Law enforcement note a growing presence of synthetic marijuana in the Tampa Bay area and the nasty side effects — seizures and psychotic episodes — that sometimes accompany the mixes of chemicals which no one fully understands.
The Tampa Tribune reported that while a statewide ban on spice, a common term for the drug, was implemented in 2013, the relatively cheap substance still is easy to come by. Its chemical composition changes faster than laws can be adopted to control use of the drug, making it hard for police to crack down on its use.
St. Petersburg police officers were called 28 times one weekend this month about suspected spice overdoses near a St. Vincent de Paul shelter.
Tampa officials saw a spike in overdoses earlier in the month. Clearwater police similarly conducted a drug detail at a park to get a handle on that city's growing problem after more than a dozen incapacitated people were seen days earlier, high on spice.
Tampa officials saw a spike in overdoses earlier in the month, seemingly contained to its transient population. In a five-day period, Tampa Fire Rescue crews responded to 30 medical calls about spice, a jump from 17 in all of February.
Spice use crosses age and income spectrums. A bad batch of the drug, one leading to seizures, bizarre behavior and overdoses, recently was distributed within the homeless population, said Tampa Police Maj. Keith O'Connor.
Police have not located the source, or distributor, of the batch. "We haven't found a definitive common denominator," O'Connor said.
What makes spice dangerous is how easy it is to get, its inexpensive price and the difficulty of following through with prosecution. While it is called synthetic marijuana, officials say it has nothing to do with the leafy drug that is being legalized for medical use and decriminalized in some U.S. states and cities.
Synthetic marijuana is made by taking dried plant material and soaking it in ever-changing chemical combinations. Packets of the drug used to be available in convenience stores alongside packs of chewing gum and candy bars, and sometimes still are, O'Connor said.
Those packets often are rolled into individual spice cigarettes, which sell on the street for $1 or $2 each.
"They don't know what they're taking," he said of people who buy the drug on the street. "They think they do, but they don't."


§ **Work order**
Every line of the records below that has the word "Image" should be copied.

§ **Records for the exercise**
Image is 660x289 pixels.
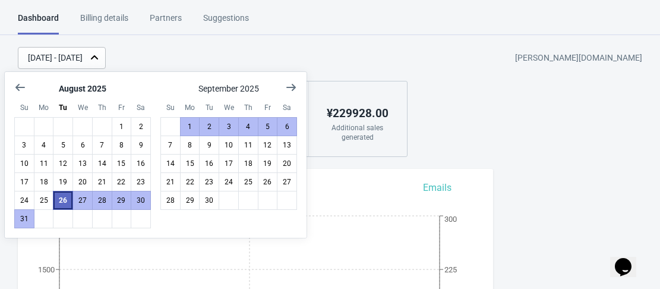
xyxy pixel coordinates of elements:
==
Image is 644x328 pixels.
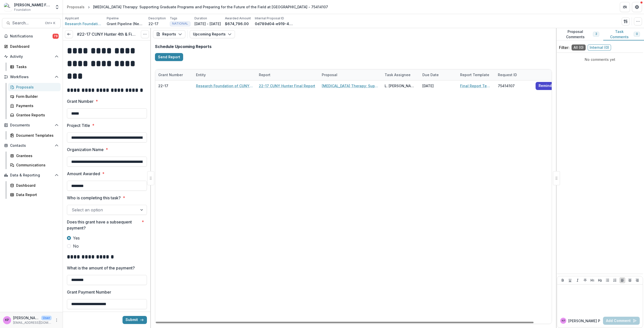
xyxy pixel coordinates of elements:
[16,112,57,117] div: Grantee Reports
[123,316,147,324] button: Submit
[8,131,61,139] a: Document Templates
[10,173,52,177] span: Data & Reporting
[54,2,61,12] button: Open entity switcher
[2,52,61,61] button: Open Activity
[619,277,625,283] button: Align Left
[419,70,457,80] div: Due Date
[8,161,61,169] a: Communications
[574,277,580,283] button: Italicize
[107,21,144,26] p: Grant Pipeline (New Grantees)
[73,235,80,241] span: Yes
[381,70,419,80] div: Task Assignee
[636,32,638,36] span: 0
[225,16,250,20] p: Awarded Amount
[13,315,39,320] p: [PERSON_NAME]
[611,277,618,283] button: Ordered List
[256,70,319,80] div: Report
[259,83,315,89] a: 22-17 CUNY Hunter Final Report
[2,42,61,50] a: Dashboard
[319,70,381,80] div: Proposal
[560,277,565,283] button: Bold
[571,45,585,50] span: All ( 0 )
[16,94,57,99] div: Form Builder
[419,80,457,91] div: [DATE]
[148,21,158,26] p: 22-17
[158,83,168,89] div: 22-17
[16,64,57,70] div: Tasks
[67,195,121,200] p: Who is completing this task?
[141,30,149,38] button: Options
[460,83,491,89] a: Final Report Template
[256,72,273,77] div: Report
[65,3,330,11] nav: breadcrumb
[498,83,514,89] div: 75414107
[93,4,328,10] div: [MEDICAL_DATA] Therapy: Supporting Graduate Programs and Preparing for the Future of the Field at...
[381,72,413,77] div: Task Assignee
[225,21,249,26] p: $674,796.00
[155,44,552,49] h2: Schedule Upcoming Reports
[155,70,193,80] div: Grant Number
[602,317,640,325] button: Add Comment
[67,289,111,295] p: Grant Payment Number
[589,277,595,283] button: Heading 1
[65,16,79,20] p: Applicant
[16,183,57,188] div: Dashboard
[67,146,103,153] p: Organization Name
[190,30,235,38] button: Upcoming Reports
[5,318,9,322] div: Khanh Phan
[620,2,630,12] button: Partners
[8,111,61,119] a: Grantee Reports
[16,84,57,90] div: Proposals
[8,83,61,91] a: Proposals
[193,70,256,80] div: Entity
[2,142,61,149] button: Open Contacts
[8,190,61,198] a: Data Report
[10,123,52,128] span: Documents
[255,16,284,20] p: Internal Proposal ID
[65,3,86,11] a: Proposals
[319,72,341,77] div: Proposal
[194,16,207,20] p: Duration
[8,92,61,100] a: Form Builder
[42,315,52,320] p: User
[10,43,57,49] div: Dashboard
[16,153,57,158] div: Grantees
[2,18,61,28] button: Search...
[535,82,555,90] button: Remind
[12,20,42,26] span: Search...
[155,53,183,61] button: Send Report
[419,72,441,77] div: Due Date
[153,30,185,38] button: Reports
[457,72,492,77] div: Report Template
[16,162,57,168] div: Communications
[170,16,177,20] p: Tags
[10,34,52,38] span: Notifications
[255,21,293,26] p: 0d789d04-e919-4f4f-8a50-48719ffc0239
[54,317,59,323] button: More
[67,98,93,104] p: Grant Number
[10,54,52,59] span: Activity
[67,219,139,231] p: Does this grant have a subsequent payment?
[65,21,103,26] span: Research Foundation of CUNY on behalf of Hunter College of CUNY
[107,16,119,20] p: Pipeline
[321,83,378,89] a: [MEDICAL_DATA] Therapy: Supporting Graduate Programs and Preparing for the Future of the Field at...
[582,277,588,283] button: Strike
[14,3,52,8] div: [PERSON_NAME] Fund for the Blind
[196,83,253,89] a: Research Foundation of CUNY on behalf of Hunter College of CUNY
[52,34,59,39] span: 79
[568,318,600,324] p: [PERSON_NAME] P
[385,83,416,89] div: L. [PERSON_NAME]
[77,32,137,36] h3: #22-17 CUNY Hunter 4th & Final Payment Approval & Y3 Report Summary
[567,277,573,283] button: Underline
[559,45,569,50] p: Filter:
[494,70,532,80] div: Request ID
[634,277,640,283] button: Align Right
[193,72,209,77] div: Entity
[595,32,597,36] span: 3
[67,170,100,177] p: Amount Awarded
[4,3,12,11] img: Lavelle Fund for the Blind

§ **Solution for this exercise**
Image is 660x289 pixels.
Image is 644x328 pixels.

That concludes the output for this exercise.